Will We Desire Touch?

LORETTA DIANE WALKER

March 25, 2020

After the COVID-19 kryptonite

is discovered, will we desire touch—

that primitive longing

swaddled in our lives before birth?

Will it be more desirable 

than clasping light between our teeth

in a world darkening with dread?

Before this phantom smuggled

panic into our lives, 

beliefs broke friendships,

family relationships,

kind words became crushed bricks, 

crumbled from the weight 

of anger’s battering.

Curious how this fear forces wide

       the circle of distance,

how the invisible separates us.

And those souls who depend on a stranger’s touch

for comfort: a brush of fingertips from the grocery clerk,

a bump from the waitress burdened with too many trays,

a pat on the back from the worker at a soup kitchen,

the volunteer who rocks an orphaned child

in the neonatal intensive-care unit.   Is there a surrogate for the warm arch of flesh?

Oh! To fill air and lungs, lives and loneliness

with the dust of crushed kind words.

Let their film cover computer, 

telephone, television screens.

Let their residue stick to hands flush against glass 

as they reach for companionship from the pit of isolation.

And for those whose hands cannot reach

beyond cardboard boxes, may they hear 

friendly voices echoing from heart-to-heart

in this dark season of distancing.

LORETTA DIANE WALKER, a musician who plays her tenor saxophone sometimes, a teacher who still likes her students, and an artist who has been humbled and inspired by a collection of remarkable people and poets, is learning to navigate digital teaching. She has stockpiled jigsaw puzzles to calm her anxiety.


[TASK INSTRUCTIONS] Retype the data that follows line by line, exactly, and leave its pictures out.

======== DATA PROVIDED

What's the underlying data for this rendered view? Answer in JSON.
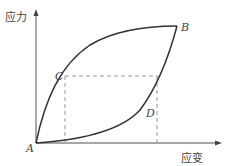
{
  "diagram": {
    "type": "stress-strain hysteresis loop",
    "y_axis_label": "应力",
    "x_axis_label": "应变",
    "points": {
      "A": "A",
      "B": "B",
      "C": "C",
      "D": "D"
    },
    "colors": {
      "curve": "#333333",
      "axis": "#555555",
      "dashed": "#888888",
      "text": "#444444"
    }
  }
}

================

[TASK SOLUTION]
What's the underlying data for this rendered view? Answer in JSON.
{
  "diagram": {
    "type": "stress-strain hysteresis loop",
    "y_axis_label": "应力",
    "x_axis_label": "应变",
    "points": {
      "A": "A",
      "B": "B",
      "C": "C",
      "D": "D"
    },
    "colors": {
      "curve": "#333333",
      "axis": "#555555",
      "dashed": "#888888",
      "text": "#444444"
    }
  }
}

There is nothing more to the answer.